Visa Chargeback Program 2016

Starting from January 1st 2016 Visa will enforce new chargeback regulations in order to streamline the method of evaluating merchants. The new regulation adheres to the thresholds, timelines and fees.

The New Program

Until the end of 2015 there were three Visa chargeback programs:

  • The Global Merchant Chargeback Monitoring Program
  • U.S Merchant Chargeback Monitoring Program
  • High Brand Risk Chargeback Monitoring Program

These programs has been replaced by a single, unified program from January 2016 onwards, known as the Visa Chargeback Monitoring Program

Visa is also planning to implement a single fraud monitoring program called the Visa Fraud Monitoring Program.
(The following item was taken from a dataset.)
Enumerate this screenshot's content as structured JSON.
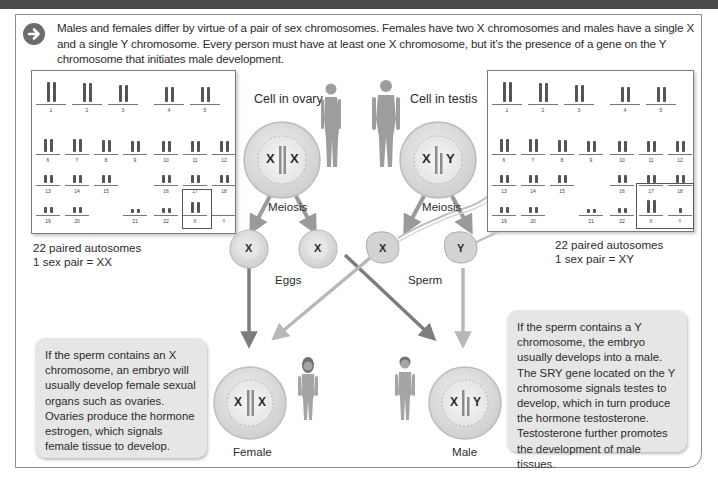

Visa Chargeback Monitoring Program thresholds.

Previously each program had its own chargeback thresholds one for U.S. accounts and one for international accounts, this will change with the Visa Chargeback Monitoring Program. To enter the Global Merchant Chargeback Monitoring Program, a merchant would have had to have either:

  1. Over 200 International Chargebacks
  2. Chargeback to sales ratio over 2%.

Only one threshold had to be reached in order for a merchant to be placed in the monitoring program. U.S. Merchants were placed in the U.S. Merchant Chargeback Monitoring Program if they had more than:

  • 100 Chargebacks per month,
  • Chargeback to sales ratio over 1%.

NEW Visa Chargeback Monitoring Program has set three thresholds and will impose fees to merchants that reach the thresholds

  1. Early Warning Threshold
    1. Chargeback to sales ratio is over 0.75%
    2. Chargeback count 75
    3. – No Fees –
  2. Standard Threshold
    1. Ratio over 1%
    2. Chargeback count 100
    3. Fees
      1. Month 1-4: No fees,
      2. Month 5-7: $50 per CB,
      3. Month 8-9: $100 per CB & $25k review fee
  3. Excessive Threshold
    1. Chargeback to sales ratio is over 2%
    2. Chargeback count 500
    3. Fees
      1. Month 1-6: $100 per Chargeback
      2. Month 7-12: $100 per Chargeback and $25,000 review fee

New timeline phases

  1. An early warning is provided if the chargeback and fraud rates increase steadily, also seen in the Early Warning Thresholds
  2. Once the thresholds have been breached, Visa will officially send a Notification to the acquirer. The acquirers responsibility is to notify the merchant, review merchants history and enforce new mitigations plans in order to lower chargeback ratio and count.
  3. The work out period from months 2 to 4 is intended for merchants mitigation plan. If the merchant is still unable to lower the chargeback ratio or count fees will be imposed from month 5 onward.

Leaving the monitoring program

If the merchant is able to stay below the fraud and chargeback thresholds for three consecutive months they will nil the fees during those three months, and the monitoring process will be over for the merchant.

Changes

With these new regulation changes, Visa has created a new tool to combat fraud and chargebacks, however only time will tell how the new regulations will affect acquirers, merchants and the CNP market in general.